The consistent world of the five-yearly held exhibition’s installation’s elements (the sagging curtains and the building-block pedestals) desires to provide a uniform setting for the large range of the divergent exhibited objects. With the dry-built raw brick pedestals’ and the transparent curtain rings’ duality, our goal was on one hand to experiment with the beneficial tension of the extreme duality of material use, and on the other hand to create a string of counterpoising spaces inside and outside of the curtain rings, which, for the time of the exhibition can overwrite the structure of the interior spaces.
The exhibition uses three curtain constructions in order to restructure the space of Műcsarnok. These curtains sometimes connect, sometimes disconnect the current symmetrical spaces, the visitor shifts between the spaces embraced by the curtains and outside them, thus providing a dynamic for the exhibition, creating a linear space structure, which guides the visitor through its thematic rooms. The curator’s concept divides the exhibited pieces into Aristotle’s ten categories, matching each one with a sector of applied arts.
At the beginning of the salon, visitors are welcomed by a large empty space, providing an opportunity for information gathering, waiting and attunement. In the middle of their journey through the exhibition, they enter the apse, a place where the curator’s concept is further explained with the help of the selected key-pieces. These spaces allow both standstill and group activities, even guided tours or presentations.
A foundational part of the concept was the planning of a neutral pedestal, which can handle the wide variety of the diverse exhibited pieces. The chosen material, the clay building blocks do not only solve this issue well, but are widely variable and modular, so they can fit to any desired size.
Throughout the span of the exhibition, the graphical visual on the scaffolding built for the refurbishment of the porticos is relative to the curtain structure inside the building, therefore foreshadowing the interior exhibition on an urban scale.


Go through the entries below and copy every line that holds the word "calidad".
====== DATA FOR PROCESSING ======
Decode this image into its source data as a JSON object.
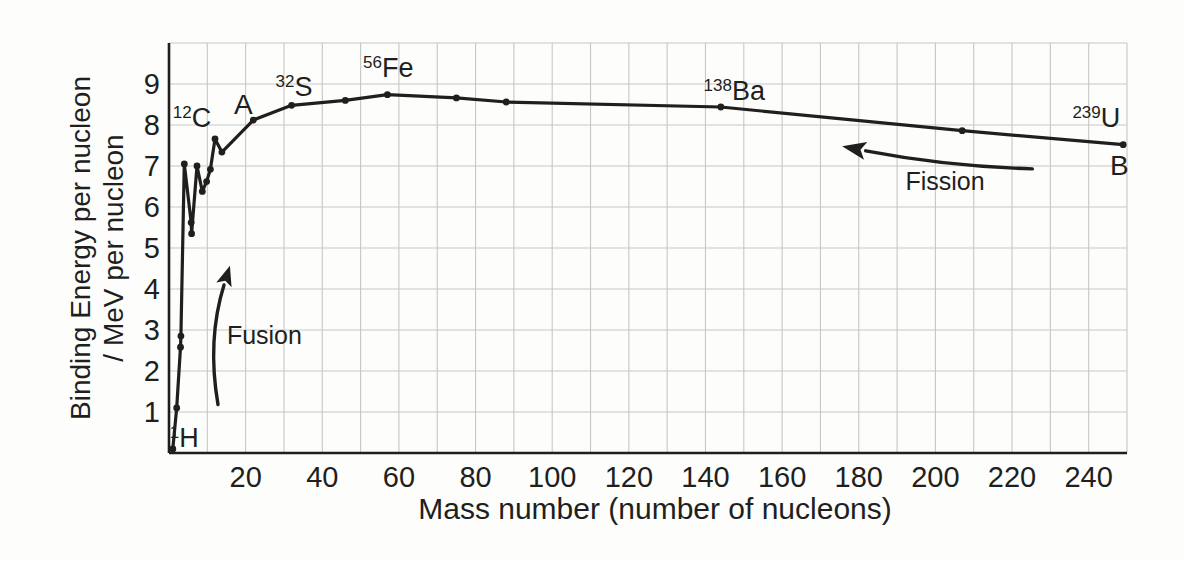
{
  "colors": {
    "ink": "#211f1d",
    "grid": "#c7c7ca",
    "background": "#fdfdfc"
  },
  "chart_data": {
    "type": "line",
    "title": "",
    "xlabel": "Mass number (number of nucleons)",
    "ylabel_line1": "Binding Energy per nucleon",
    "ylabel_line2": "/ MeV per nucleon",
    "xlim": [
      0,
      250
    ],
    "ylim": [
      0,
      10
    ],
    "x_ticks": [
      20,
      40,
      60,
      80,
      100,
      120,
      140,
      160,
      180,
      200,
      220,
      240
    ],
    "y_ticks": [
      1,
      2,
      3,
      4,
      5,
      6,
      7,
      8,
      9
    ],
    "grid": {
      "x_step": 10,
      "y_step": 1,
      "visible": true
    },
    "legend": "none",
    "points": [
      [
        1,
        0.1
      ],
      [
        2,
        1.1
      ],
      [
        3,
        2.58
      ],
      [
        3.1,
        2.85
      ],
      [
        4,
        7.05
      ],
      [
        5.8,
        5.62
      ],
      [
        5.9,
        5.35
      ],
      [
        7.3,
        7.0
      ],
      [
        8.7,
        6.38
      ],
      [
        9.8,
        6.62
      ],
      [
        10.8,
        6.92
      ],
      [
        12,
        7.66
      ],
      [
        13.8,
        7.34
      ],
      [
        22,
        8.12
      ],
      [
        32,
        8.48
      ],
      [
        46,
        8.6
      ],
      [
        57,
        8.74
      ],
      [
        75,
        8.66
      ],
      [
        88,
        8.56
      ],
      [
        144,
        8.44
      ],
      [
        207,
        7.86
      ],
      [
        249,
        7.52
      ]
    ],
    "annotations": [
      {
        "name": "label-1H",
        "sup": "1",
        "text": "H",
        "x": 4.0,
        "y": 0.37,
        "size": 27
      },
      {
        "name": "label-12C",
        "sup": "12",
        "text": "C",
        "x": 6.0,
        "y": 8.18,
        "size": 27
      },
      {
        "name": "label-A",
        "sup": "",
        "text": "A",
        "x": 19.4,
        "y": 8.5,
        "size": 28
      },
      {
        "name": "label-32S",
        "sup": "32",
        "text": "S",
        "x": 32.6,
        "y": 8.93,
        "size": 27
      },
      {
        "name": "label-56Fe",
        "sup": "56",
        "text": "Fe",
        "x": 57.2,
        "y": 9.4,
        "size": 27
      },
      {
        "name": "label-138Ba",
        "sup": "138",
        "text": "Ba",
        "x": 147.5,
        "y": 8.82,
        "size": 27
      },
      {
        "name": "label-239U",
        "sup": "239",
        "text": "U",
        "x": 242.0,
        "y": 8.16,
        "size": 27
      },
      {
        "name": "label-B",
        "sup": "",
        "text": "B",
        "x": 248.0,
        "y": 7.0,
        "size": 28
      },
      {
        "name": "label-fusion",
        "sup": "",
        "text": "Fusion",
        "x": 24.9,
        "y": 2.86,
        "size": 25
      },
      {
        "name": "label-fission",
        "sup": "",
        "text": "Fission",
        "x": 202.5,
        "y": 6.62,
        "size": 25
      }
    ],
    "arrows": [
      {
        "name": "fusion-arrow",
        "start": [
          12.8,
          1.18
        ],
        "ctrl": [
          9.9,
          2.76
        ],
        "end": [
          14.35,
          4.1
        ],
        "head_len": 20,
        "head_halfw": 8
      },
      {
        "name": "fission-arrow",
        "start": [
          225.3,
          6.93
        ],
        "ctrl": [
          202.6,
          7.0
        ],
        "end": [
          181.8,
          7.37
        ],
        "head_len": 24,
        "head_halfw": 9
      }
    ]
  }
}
======
====== DATA FOR PROCESSING ======
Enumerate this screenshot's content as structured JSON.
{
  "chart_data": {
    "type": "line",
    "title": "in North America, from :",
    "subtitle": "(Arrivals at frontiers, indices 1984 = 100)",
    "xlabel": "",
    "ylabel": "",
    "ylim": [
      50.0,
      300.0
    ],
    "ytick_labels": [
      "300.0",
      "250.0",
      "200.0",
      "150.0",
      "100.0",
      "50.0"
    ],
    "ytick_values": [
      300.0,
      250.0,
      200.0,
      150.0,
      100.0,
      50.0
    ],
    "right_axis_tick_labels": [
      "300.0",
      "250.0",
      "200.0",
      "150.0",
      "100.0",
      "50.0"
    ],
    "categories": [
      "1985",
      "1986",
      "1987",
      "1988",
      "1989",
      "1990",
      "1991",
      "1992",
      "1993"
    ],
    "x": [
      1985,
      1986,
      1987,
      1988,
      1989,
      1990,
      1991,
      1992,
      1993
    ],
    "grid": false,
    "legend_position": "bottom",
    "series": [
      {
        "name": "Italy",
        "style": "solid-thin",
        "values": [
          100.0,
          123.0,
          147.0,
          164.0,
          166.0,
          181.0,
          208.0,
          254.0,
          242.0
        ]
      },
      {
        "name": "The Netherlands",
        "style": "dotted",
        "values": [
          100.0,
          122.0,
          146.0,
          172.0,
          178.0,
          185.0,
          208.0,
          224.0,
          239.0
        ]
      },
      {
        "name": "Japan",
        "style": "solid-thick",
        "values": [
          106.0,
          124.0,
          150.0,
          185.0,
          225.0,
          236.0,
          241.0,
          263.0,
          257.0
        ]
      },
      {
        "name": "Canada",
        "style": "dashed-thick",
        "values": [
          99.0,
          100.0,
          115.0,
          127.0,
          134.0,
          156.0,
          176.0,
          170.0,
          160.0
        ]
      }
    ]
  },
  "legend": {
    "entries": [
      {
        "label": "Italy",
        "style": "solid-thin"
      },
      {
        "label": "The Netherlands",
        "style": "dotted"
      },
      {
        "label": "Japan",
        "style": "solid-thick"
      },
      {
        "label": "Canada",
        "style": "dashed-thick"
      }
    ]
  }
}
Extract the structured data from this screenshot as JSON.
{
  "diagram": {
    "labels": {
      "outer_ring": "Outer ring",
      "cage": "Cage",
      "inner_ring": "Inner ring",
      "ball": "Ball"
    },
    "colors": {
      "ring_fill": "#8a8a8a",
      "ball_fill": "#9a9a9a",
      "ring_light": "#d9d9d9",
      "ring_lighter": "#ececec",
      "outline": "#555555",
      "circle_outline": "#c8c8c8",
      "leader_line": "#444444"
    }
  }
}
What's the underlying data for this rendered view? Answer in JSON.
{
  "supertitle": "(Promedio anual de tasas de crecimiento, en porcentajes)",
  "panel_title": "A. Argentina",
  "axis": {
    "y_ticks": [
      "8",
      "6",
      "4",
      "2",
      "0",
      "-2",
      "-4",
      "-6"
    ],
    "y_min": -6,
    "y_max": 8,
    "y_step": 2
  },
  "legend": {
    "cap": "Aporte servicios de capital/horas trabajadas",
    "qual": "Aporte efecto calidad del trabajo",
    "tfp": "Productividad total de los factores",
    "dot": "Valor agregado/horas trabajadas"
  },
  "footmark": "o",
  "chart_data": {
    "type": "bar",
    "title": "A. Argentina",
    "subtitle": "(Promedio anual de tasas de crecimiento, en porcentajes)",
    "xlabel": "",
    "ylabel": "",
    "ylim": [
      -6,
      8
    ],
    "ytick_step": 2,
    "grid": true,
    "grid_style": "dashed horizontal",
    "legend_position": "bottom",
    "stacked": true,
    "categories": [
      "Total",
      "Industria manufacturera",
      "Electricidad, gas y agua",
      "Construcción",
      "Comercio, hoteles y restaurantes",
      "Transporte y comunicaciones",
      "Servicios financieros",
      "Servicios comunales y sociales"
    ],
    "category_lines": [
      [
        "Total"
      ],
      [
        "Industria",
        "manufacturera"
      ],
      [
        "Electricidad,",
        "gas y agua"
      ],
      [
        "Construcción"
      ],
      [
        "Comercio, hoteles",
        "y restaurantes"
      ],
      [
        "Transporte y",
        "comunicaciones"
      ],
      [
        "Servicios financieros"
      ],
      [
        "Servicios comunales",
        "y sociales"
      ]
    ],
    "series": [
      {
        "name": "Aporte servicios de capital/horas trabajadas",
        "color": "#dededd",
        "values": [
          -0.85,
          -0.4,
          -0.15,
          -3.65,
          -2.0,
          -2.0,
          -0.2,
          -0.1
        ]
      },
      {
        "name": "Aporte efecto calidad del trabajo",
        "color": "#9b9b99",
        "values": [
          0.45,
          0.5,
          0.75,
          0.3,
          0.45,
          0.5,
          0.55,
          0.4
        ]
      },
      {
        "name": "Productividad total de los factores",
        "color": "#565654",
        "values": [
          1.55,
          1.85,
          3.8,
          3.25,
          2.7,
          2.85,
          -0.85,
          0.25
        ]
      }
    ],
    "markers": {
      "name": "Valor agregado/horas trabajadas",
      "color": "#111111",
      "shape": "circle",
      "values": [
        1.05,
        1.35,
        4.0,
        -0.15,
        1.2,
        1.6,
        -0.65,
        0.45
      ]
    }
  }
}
======
- SOLUTION FOR THIS EXERCISE
    "qual": "Aporte efecto calidad del trabajo",
        "name": "Aporte efecto calidad del trabajo",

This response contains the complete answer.